Sen. Cory Booker (D-New Jersey) announced Monday that he will take charge on the proposal of a bill that would establish a group to study the possibility of reparations to the African descendants of slaves.

Booker is among several presidential hopefuls, including Sens. Bernie Sanders (I-Vermont) and Elizabeth Warren (D-Massachussetts.) who have been asked about their positioning on reparations, a key 2020 policy issue, as they vie for the Democratic nomination.

According to CNN, the New Jersey Democrat said the commission would work to find solutions for the decades-long “overt policies fueled by white supremacy and racism that have oppressed African-Americans economically for generations,” and “that have ushered millions of Americans into the middle class,” while they, “systematically excluded blacks.”

The bill, H.R. 40, seeks to “examine slavery and discrimination in the colonies and the United States from 1619 to the present and recommend appropriate remedies.” It was first introduced by Rep. John Conyers (D-Mich.) in 1989, and is currently sponsored in the House by Rep. Sheila Jackson Lee (D-Texas).

"This bill is a way of addressing head-on the persistence of racism, white supremacy and implicit racial bias in our country," the New Jersey Senator said. "It will bring together the best minds to study the issue and propose solutions that will finally begin to right the economic scales of past harms and make sure we are a country where all dignity and humanity is affirmed."

During a CNN town hall in Orangeburg, South Carolina, Booker told Don Lemon he was frustrated with the reparations question. He expressed that he felt the topic had been “reduced to a box to check on a presidential list” as opposed to a wider and more serious discussion.

He said not only supports race-conscious legislation but also that he is the only member of Congress with a policy help to balance racial wealth disparities in America.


:: EXERCISE DIRECTIONS ::
Write out the listing below word for word.

:: DATA UNDER STUDY ::

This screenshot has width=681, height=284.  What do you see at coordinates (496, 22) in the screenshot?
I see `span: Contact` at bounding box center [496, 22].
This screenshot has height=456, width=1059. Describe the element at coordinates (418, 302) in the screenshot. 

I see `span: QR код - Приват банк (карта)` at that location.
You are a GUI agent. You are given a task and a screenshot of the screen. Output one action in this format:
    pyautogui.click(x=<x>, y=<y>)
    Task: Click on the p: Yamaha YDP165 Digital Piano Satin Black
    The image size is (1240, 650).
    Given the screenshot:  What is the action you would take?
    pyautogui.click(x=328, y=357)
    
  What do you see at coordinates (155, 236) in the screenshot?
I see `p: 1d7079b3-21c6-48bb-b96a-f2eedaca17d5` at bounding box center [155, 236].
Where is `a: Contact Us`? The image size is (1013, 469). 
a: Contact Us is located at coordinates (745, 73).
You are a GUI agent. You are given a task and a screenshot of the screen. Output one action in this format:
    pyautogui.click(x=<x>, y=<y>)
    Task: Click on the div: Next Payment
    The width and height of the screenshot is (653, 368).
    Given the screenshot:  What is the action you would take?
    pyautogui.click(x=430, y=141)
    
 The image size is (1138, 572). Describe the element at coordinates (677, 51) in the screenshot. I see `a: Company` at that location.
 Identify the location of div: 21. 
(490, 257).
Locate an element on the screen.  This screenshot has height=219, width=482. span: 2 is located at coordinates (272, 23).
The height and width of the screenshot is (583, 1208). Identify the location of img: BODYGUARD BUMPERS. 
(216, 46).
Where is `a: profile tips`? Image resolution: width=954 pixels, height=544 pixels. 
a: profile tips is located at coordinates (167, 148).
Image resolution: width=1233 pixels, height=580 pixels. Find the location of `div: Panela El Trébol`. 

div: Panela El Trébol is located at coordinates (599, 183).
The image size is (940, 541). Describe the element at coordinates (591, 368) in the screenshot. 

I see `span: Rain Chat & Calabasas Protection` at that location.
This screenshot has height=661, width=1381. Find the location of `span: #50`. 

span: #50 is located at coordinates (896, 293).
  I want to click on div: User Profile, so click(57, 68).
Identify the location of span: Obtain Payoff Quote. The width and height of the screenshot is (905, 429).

:: ANSWER SECTION ::
This screenshot has width=681, height=284.  What do you see at coordinates (496, 22) in the screenshot?
I see `span: Contact` at bounding box center [496, 22].
This screenshot has height=456, width=1059. Describe the element at coordinates (418, 302) in the screenshot. 

I see `span: QR код - Приват банк (карта)` at that location.
You are a GUI agent. You are given a task and a screenshot of the screen. Output one action in this format:
    pyautogui.click(x=<x>, y=<y>)
    Task: Click on the p: Yamaha YDP165 Digital Piano Satin Black
    The image size is (1240, 650).
    Given the screenshot:  What is the action you would take?
    pyautogui.click(x=328, y=357)
    
  What do you see at coordinates (155, 236) in the screenshot?
I see `p: 1d7079b3-21c6-48bb-b96a-f2eedaca17d5` at bounding box center [155, 236].
Where is `a: Contact Us`? The image size is (1013, 469). 
a: Contact Us is located at coordinates (745, 73).
You are a GUI agent. You are given a task and a screenshot of the screen. Output one action in this format:
    pyautogui.click(x=<x>, y=<y>)
    Task: Click on the div: Next Payment
    The width and height of the screenshot is (653, 368).
    Given the screenshot:  What is the action you would take?
    pyautogui.click(x=430, y=141)
    
 The image size is (1138, 572). Describe the element at coordinates (677, 51) in the screenshot. I see `a: Company` at that location.
 Identify the location of div: 21. 
(490, 257).
Locate an element on the screen.  This screenshot has height=219, width=482. span: 2 is located at coordinates (272, 23).
The height and width of the screenshot is (583, 1208). Identify the location of img: BODYGUARD BUMPERS. 
(216, 46).
Where is `a: profile tips`? Image resolution: width=954 pixels, height=544 pixels. 
a: profile tips is located at coordinates (167, 148).
Image resolution: width=1233 pixels, height=580 pixels. Find the location of `div: Panela El Trébol`. 

div: Panela El Trébol is located at coordinates (599, 183).
The image size is (940, 541). Describe the element at coordinates (591, 368) in the screenshot. 

I see `span: Rain Chat & Calabasas Protection` at that location.
This screenshot has height=661, width=1381. Find the location of `span: #50`. 

span: #50 is located at coordinates (896, 293).
  I want to click on div: User Profile, so click(57, 68).
Identify the location of span: Obtain Payoff Quote. The width and height of the screenshot is (905, 429).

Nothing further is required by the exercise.